[Dataset entries]

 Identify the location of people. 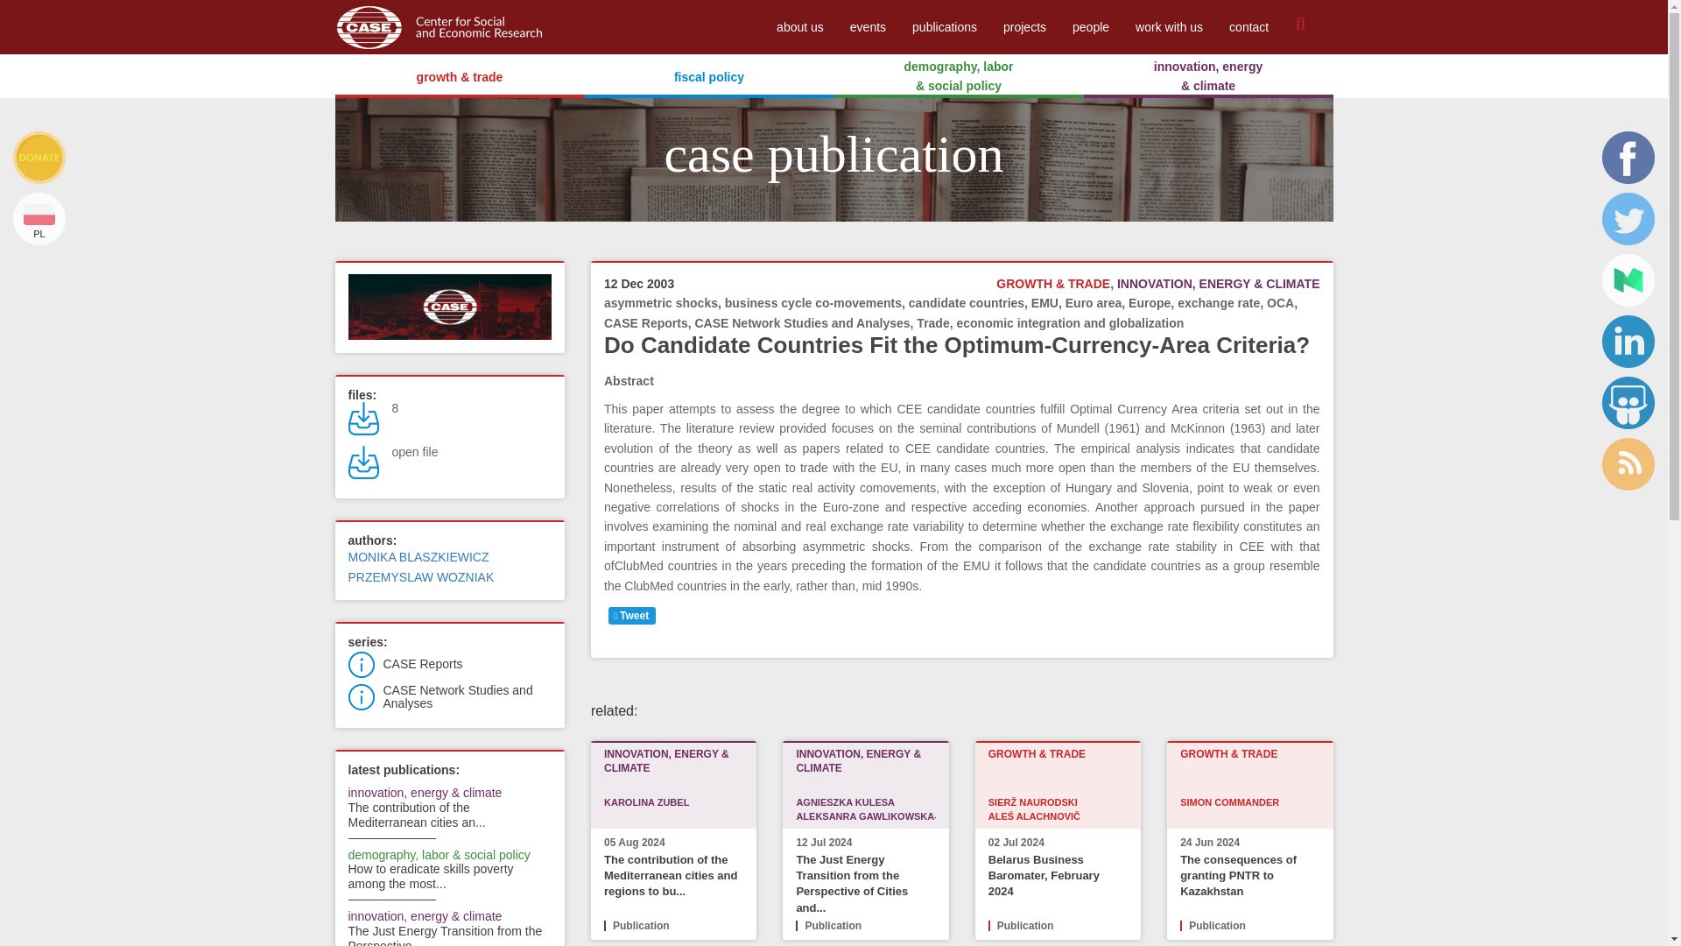
(1091, 26).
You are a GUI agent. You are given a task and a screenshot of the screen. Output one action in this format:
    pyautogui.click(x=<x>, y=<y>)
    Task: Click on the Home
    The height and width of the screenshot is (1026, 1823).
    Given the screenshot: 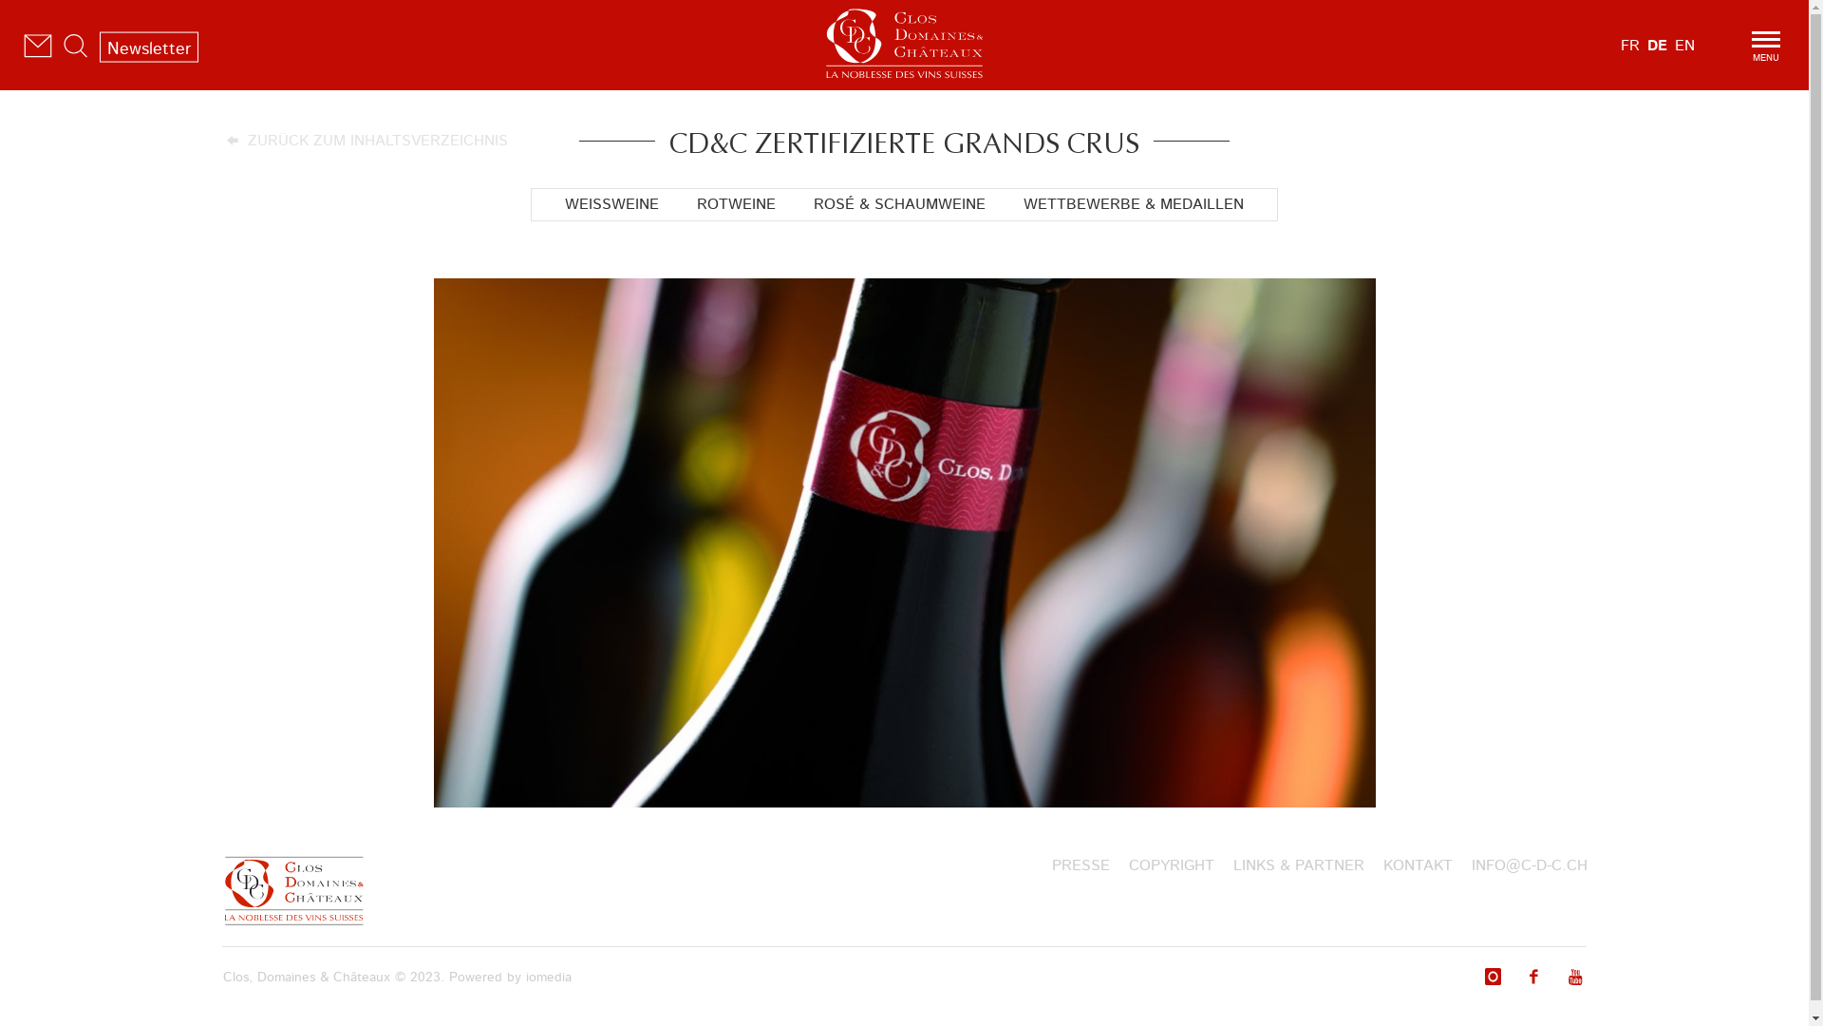 What is the action you would take?
    pyautogui.click(x=904, y=40)
    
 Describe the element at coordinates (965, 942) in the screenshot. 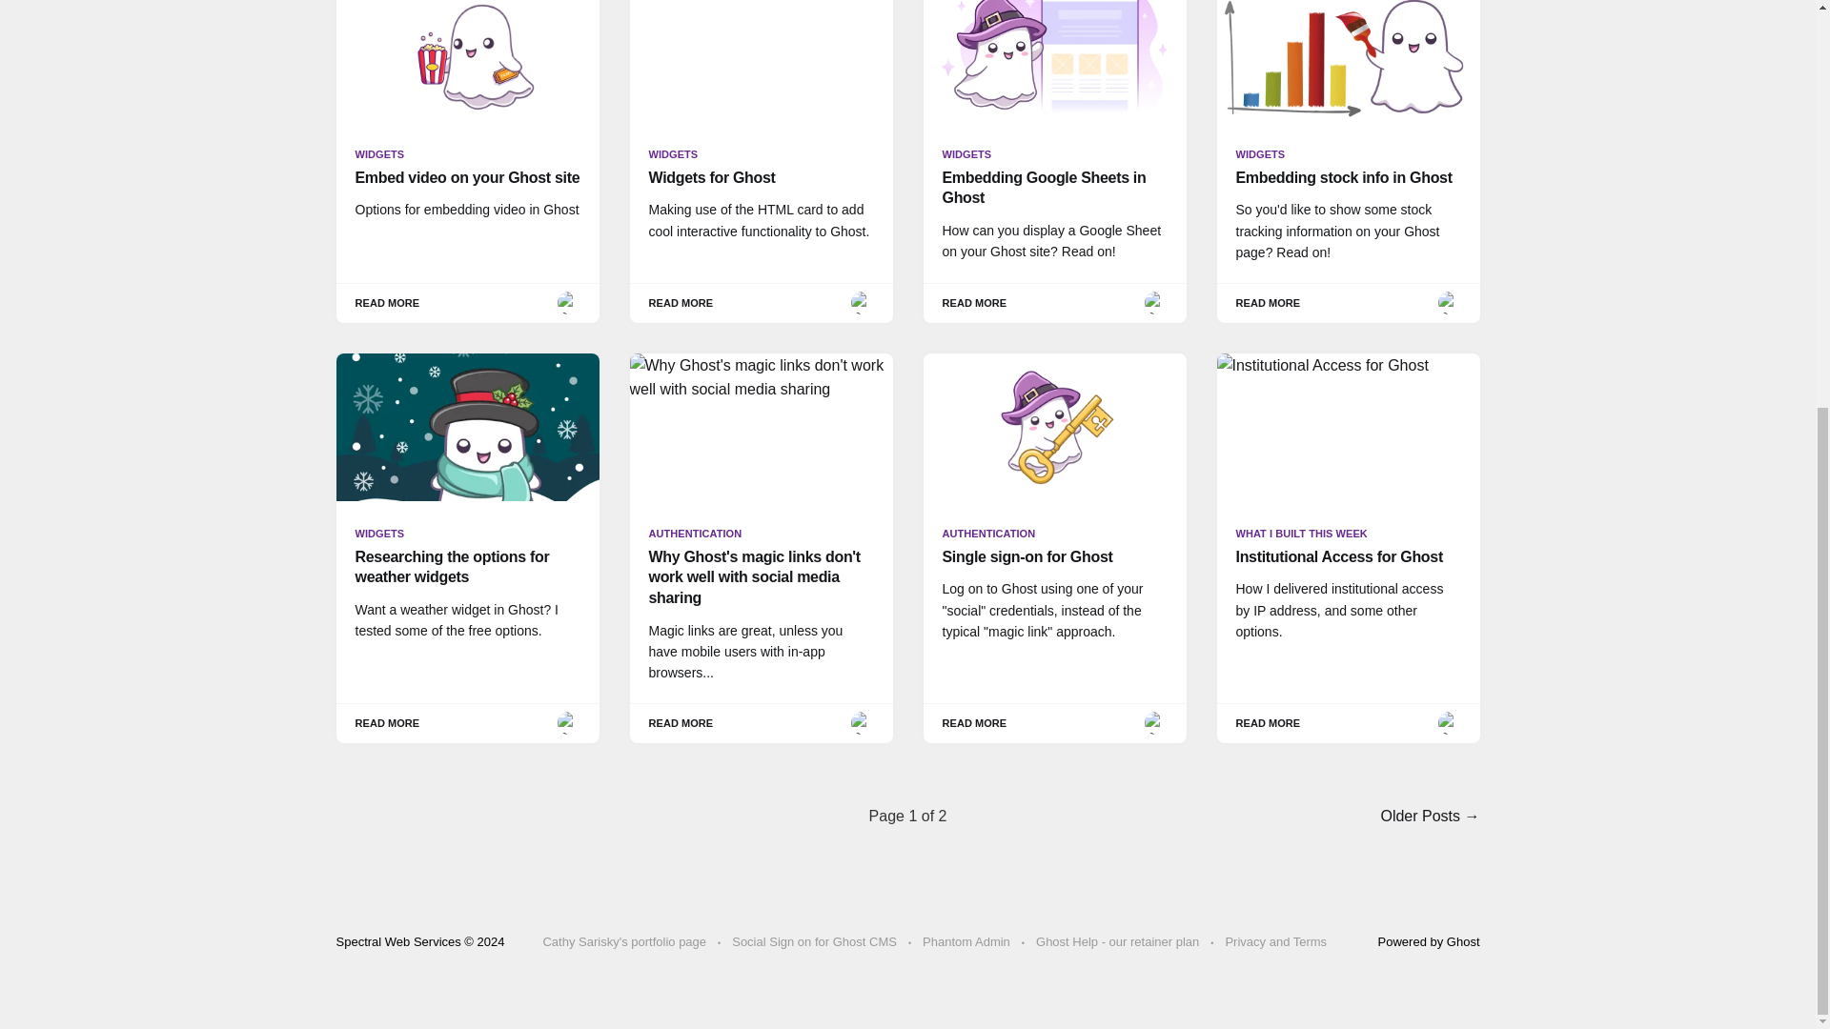

I see `Phantom Admin` at that location.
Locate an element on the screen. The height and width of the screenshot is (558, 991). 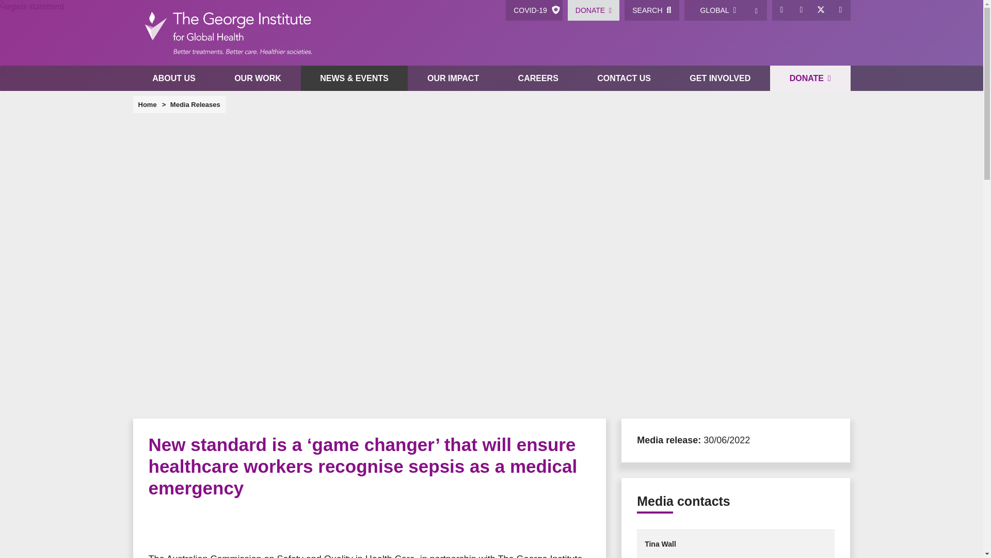
DONATE is located at coordinates (594, 10).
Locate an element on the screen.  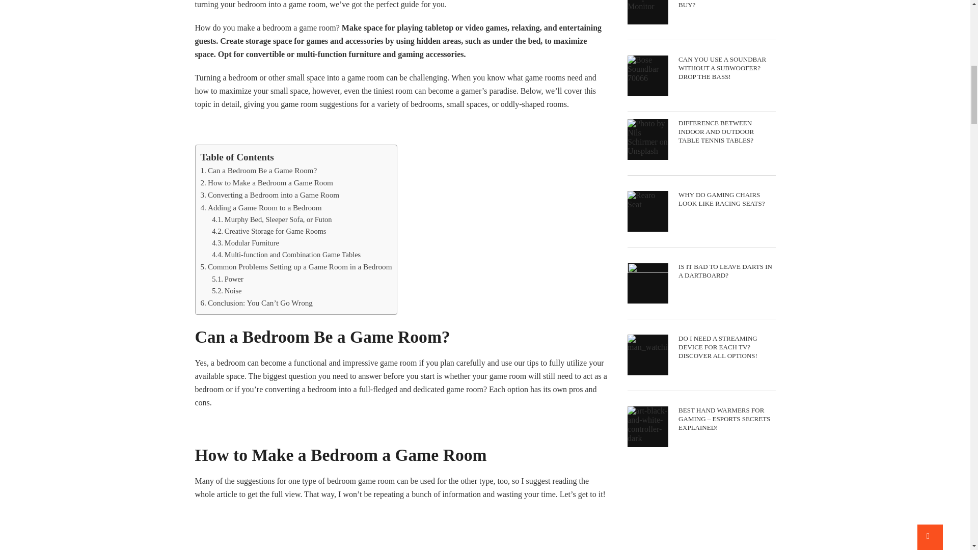
Multi-function and Combination Game Tables is located at coordinates (286, 255).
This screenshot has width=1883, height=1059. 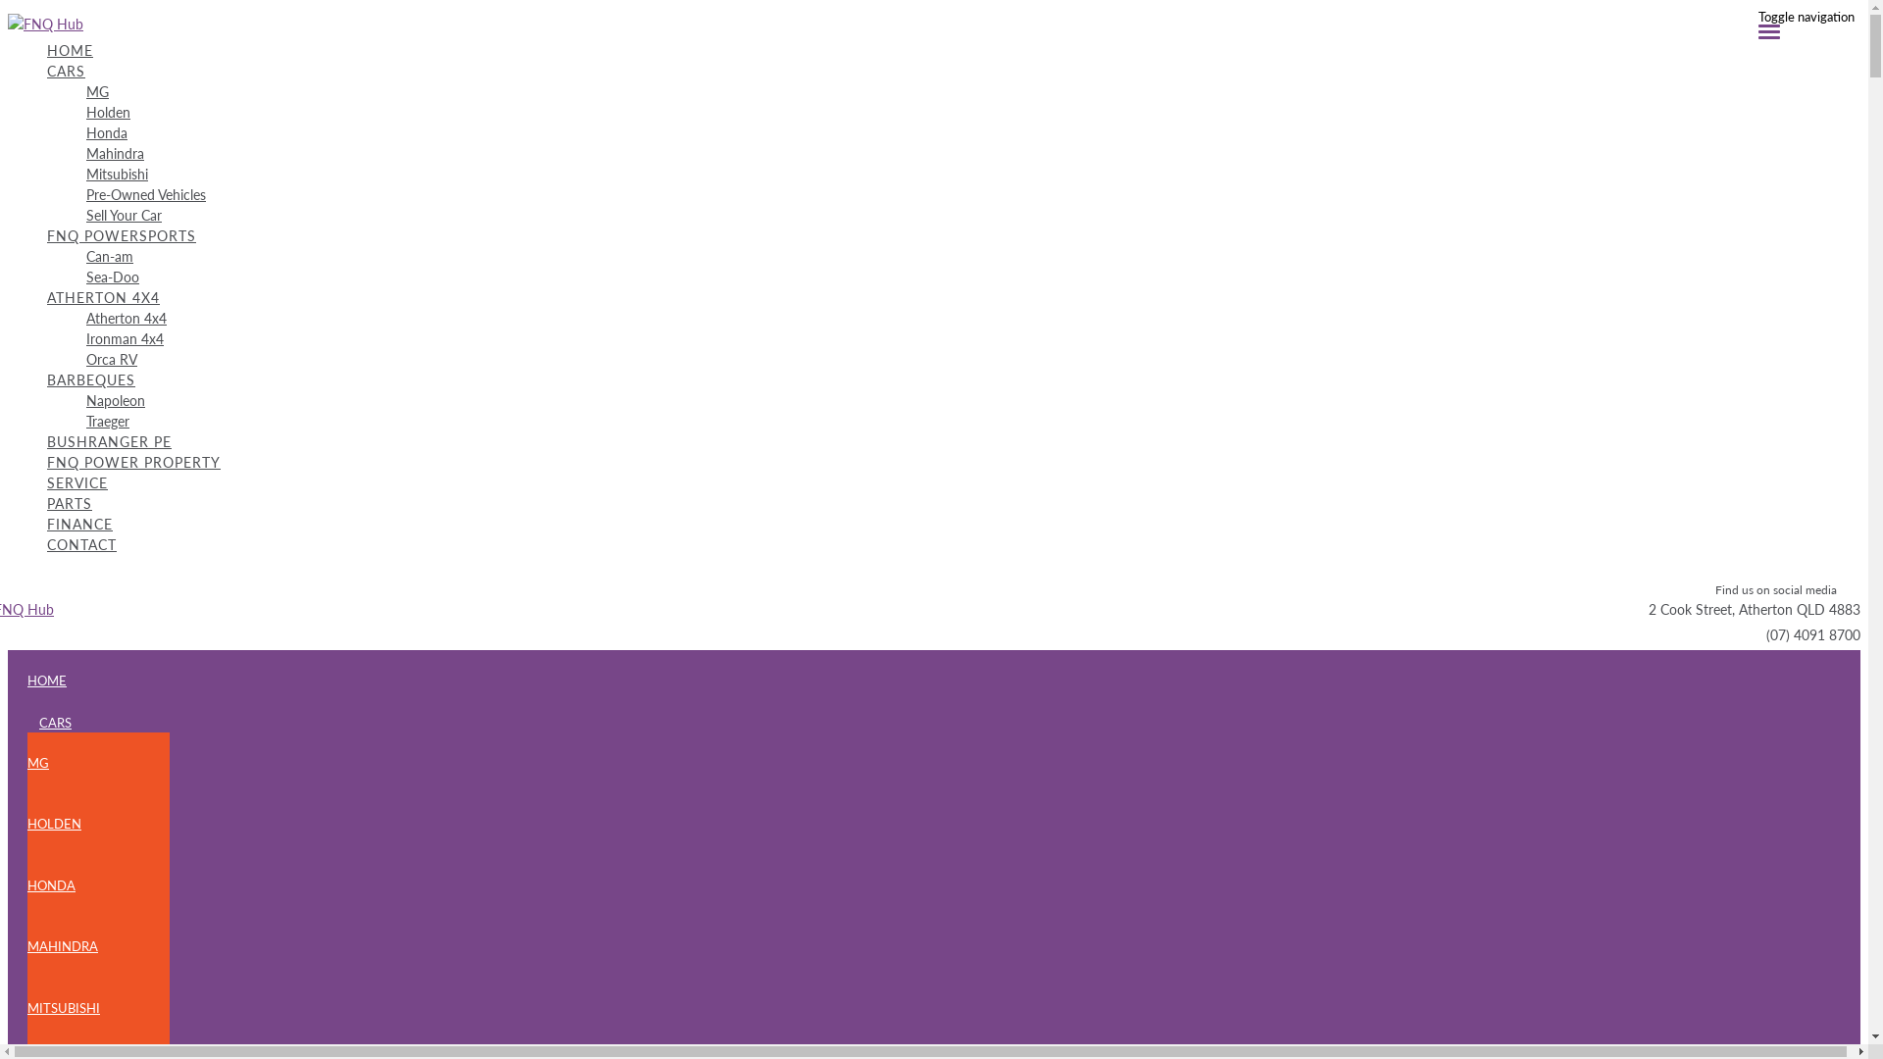 What do you see at coordinates (973, 277) in the screenshot?
I see `Sea-Doo` at bounding box center [973, 277].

Your assignment:
Needed here is a verbatim copy of the data from the first line through the line with "The height and width of the screenshot is (1026, 1823).", without pictures.

Result for this task:
 Identify the location of people. 
(1091, 26).
You are a GUI agent. You are given a task and a screenshot of the screen. Output one action in this format:
    pyautogui.click(x=<x>, y=<y>)
    Task: Click on the Home
    The height and width of the screenshot is (1026, 1823).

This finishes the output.